The researchers offered several reasons this can happen:

  • Scale mismatch: A grid cell about 12 kilometers wide can miss local groundwater differences that a single well records.

  • Depth and aquifer type mismatch: The GRACE-based product represents shallow, unconfined groundwater storage, while many monitoring wells measure different depths and sometimes confined aquifers, where water levels behave differently because of pressure conditions.

  • Local pumping and geology: Groundwater can vary dramatically over short distances due to pumping patterns, well depth, geologic barriers, and other local conditions.

Why this matters for the future.

The study’s results point to a practical warning and a practical need.

A warning about over-relying on broad-scale drought tools.

Remote sensing can be extremely useful for regional tracking, but the study found it can be unreliable for local decision-making in many places. That matters because groundwater decisions are often local: a town wellfield, a farming area, or a specific aquifer zone.

A need for more long-term monitoring wells, especially in the West

The paper emphasizes that large gaps in long-term, quality-assured monitoring data make it harder to understand groundwater drought across the country, particularly in western regions. The researchers said expanded monitoring networks would better capture where groundwater drought is worsening, where it is easing, and where conditions vary sharply across small areas.

The Take Away.

The February 2026 study shows that groundwater drought in the United States is not a single, uniform story. It varies by region, aquifer type, and even by nearby wells. It also shows that satellites and models are helpful tools, but they do not replace on-the-ground measurements when communities and water managers need dependable local information.

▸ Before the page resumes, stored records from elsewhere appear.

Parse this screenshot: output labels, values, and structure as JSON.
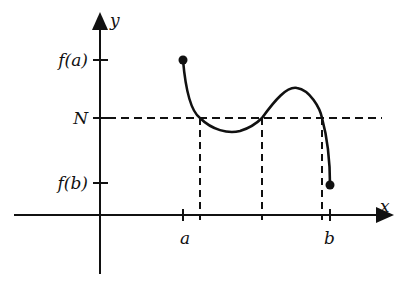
{
  "diagram": {
    "axes": {
      "x_label": "x",
      "y_label": "y"
    },
    "y_ticks": [
      {
        "label": "f(a)",
        "y": 60
      },
      {
        "label": "N",
        "y": 118
      },
      {
        "label": "f(b)",
        "y": 183
      }
    ],
    "x_ticks": [
      {
        "label": "a",
        "x": 183
      },
      {
        "label": "b",
        "x": 330
      }
    ],
    "curve": {
      "start_point": {
        "x": 183,
        "y": 60
      },
      "end_point": {
        "x": 330,
        "y": 185
      },
      "crossings_with_N": [
        200,
        262,
        322
      ]
    },
    "colors": {
      "line": "#111111",
      "background": "#ffffff"
    }
  }
}
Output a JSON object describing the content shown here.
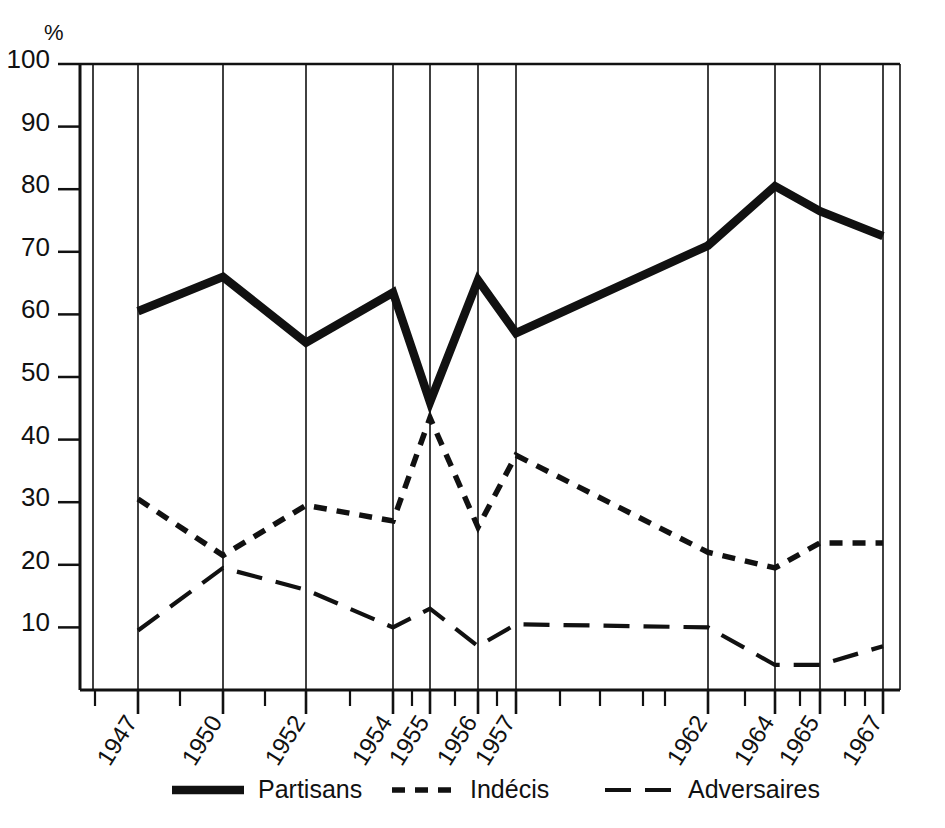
{
  "chart_data": {
    "type": "line",
    "title": "",
    "xlabel": "",
    "ylabel": "%",
    "ylim": [
      0,
      100
    ],
    "grid": "vertical gridlines at each data year",
    "legend_position": "bottom-center",
    "y_ticks": [
      100,
      90,
      80,
      70,
      60,
      50,
      40,
      30,
      20,
      10
    ],
    "x_tick_labels": [
      "1947",
      "1950",
      "1952",
      "1954",
      "1955",
      "1956",
      "1957",
      "1962",
      "1964",
      "1965",
      "1967"
    ],
    "categories": [
      "1947",
      "1950",
      "1952",
      "1954",
      "1955",
      "1956",
      "1957",
      "1962",
      "1964",
      "1965",
      "1967"
    ],
    "series": [
      {
        "name": "Partisans",
        "style": "solid-thick",
        "values": [
          60.5,
          66,
          55.5,
          63.5,
          46,
          65.5,
          57,
          71,
          80.5,
          76.5,
          72.5
        ]
      },
      {
        "name": "Indécis",
        "style": "short-dash",
        "values": [
          30.5,
          21.5,
          29.5,
          27,
          43.5,
          26,
          37.5,
          22,
          19.5,
          23.5,
          23.5
        ]
      },
      {
        "name": "Adversaires",
        "style": "long-dash",
        "values": [
          9.5,
          19.5,
          16,
          10,
          13,
          7,
          10.5,
          10,
          4,
          4,
          7
        ]
      }
    ]
  },
  "axis": {
    "percent_symbol": "%",
    "y_labels": [
      "100",
      "90",
      "80",
      "70",
      "60",
      "50",
      "40",
      "30",
      "20",
      "10"
    ]
  },
  "legend": {
    "items": [
      {
        "label": "Partisans",
        "swatch": "solid-line-swatch"
      },
      {
        "label": "Indécis",
        "swatch": "short-dash-line-swatch"
      },
      {
        "label": "Adversaires",
        "swatch": "long-dash-line-swatch"
      }
    ]
  },
  "colors": {
    "ink": "#111111",
    "background": "#ffffff"
  }
}
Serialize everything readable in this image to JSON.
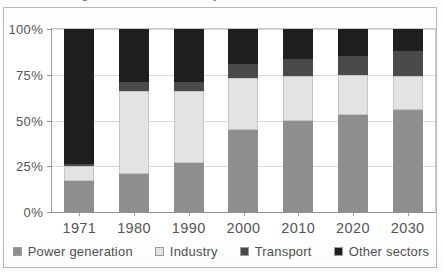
{
  "figure": {
    "title_cropped": "Figure 1: CO2 emissions by sector",
    "background_color": "#ffffff",
    "frame_color": "#b9b9b9"
  },
  "axis": {
    "y_ticks": [
      "0%",
      "25%",
      "50%",
      "75%",
      "100%"
    ],
    "y_tick_values": [
      0,
      25,
      50,
      75,
      100
    ],
    "x_labels": [
      "1971",
      "1980",
      "1990",
      "2000",
      "2010",
      "2020",
      "2030"
    ]
  },
  "legend": {
    "position": "bottom-center",
    "items": [
      {
        "label": "Power generation",
        "color": "#8e8e8e"
      },
      {
        "label": "Industry",
        "color": "#e3e3e3"
      },
      {
        "label": "Transport",
        "color": "#4a4a4a"
      },
      {
        "label": "Other sectors",
        "color": "#1f1f1f"
      }
    ]
  },
  "chart_data": {
    "type": "bar",
    "stacked": true,
    "normalized_percent": true,
    "title": "Figure 1: CO2 emissions by sector",
    "xlabel": "",
    "ylabel": "",
    "ylim": [
      0,
      100
    ],
    "grid": true,
    "legend_position": "bottom-center",
    "categories": [
      "1971",
      "1980",
      "1990",
      "2000",
      "2010",
      "2020",
      "2030"
    ],
    "series": [
      {
        "name": "Power generation",
        "color": "#8e8e8e",
        "values": [
          17,
          21,
          27,
          45,
          49.5,
          53,
          56
        ]
      },
      {
        "name": "Industry",
        "color": "#e3e3e3",
        "values": [
          8,
          45,
          39,
          28,
          25,
          22,
          18.5
        ]
      },
      {
        "name": "Transport",
        "color": "#4a4a4a",
        "values": [
          1.5,
          5,
          5,
          8,
          9,
          10.5,
          13.5
        ]
      },
      {
        "name": "Other sectors",
        "color": "#1f1f1f",
        "values": [
          73.5,
          29,
          29,
          19,
          16.5,
          14.5,
          12
        ]
      }
    ],
    "cumulative_tops": {
      "1971": [
        17,
        25,
        26.5,
        100
      ],
      "1980": [
        21,
        66,
        71,
        100
      ],
      "1990": [
        27,
        66,
        71,
        100
      ],
      "2000": [
        45,
        73,
        81,
        100
      ],
      "2010": [
        49.5,
        74.5,
        83.5,
        100
      ],
      "2020": [
        53,
        75,
        85.5,
        100
      ],
      "2030": [
        56,
        74.5,
        88,
        100
      ]
    }
  }
}
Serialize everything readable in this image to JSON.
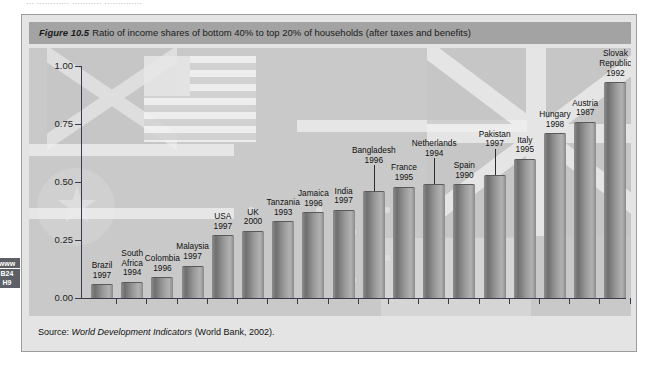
{
  "page_head": "...  ............  ...........  ..............",
  "margin_tab": {
    "line1": "www",
    "line2": "B24",
    "line3": "H9"
  },
  "figure": {
    "number": "Figure 10.5",
    "caption": "Ratio of income shares of bottom 40% to top 20% of households (after taxes and benefits)",
    "source_prefix": "Source:",
    "source_italic": "World Development Indicators",
    "source_suffix": "(World Bank, 2002)."
  },
  "chart_data": {
    "type": "bar",
    "title": "Ratio of income shares of bottom 40% to top 20% of households (after taxes and benefits)",
    "xlabel": "",
    "ylabel": "",
    "ylim": [
      0.0,
      1.0
    ],
    "ytick_labels": [
      "0.00",
      "0.25",
      "0.50",
      "0.75",
      "1.00"
    ],
    "ytick_values": [
      0.0,
      0.25,
      0.5,
      0.75,
      1.0
    ],
    "grid": false,
    "legend": "none",
    "categories": [
      "Brazil",
      "South Africa",
      "Colombia",
      "Malaysia",
      "USA",
      "UK",
      "Tanzania",
      "Jamaica",
      "India",
      "Bangladesh",
      "France",
      "Netherlands",
      "Spain",
      "Pakistan",
      "Italy",
      "Hungary",
      "Austria",
      "Slovak Republic"
    ],
    "years": [
      "1997",
      "1994",
      "1996",
      "1997",
      "1997",
      "2000",
      "1993",
      "1996",
      "1997",
      "1996",
      "1995",
      "1994",
      "1990",
      "1997",
      "1995",
      "1998",
      "1987",
      "1992"
    ],
    "values": [
      0.06,
      0.07,
      0.09,
      0.14,
      0.27,
      0.29,
      0.33,
      0.37,
      0.38,
      0.46,
      0.48,
      0.49,
      0.49,
      0.53,
      0.6,
      0.71,
      0.76,
      0.93
    ],
    "label_above_bar": [
      true,
      true,
      true,
      true,
      true,
      true,
      true,
      true,
      true,
      true,
      true,
      true,
      true,
      true,
      true,
      true,
      true,
      true
    ],
    "source": "Source: World Development Indicators (World Bank, 2002)."
  },
  "colors": {
    "figure_background": "#e4e4e4",
    "plot_background": "#c9c9c9",
    "caption_bar": "#a3a3a3",
    "bar_fill": "#8d8d8d",
    "axis": "#3a3a4a",
    "text": "#121212",
    "margin_tab": "#5d6066"
  }
}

Source:Groundwater drought in the United States: spatial and temporal variabilityOpens in a new tab.,” Journal of Hydrology (February 2026), by Glenn A. Hodgkins, Caelan E. Simeone, Melissa A. Lombard, Todd G. Caldwell, John C. Hammond, Michael E. Wieczorek, and Robert W. Dudley (DOI: 10.1016/j.jhydrol.2026.135180).

Deborah

Since 1995, Deborah has owned and operated LegalTech LLC with a focus on water rights. Before moving to Arizona in 1986, she worked as a quality control analyst for Honeywell and in commercial real estate, both in Texas. She learned about Arizona's water rights from the late and great attorney Michael Brophy of Ryley, Carlock & Applewhite. Her side interests are writing (and reading), Wordpress programming and much more.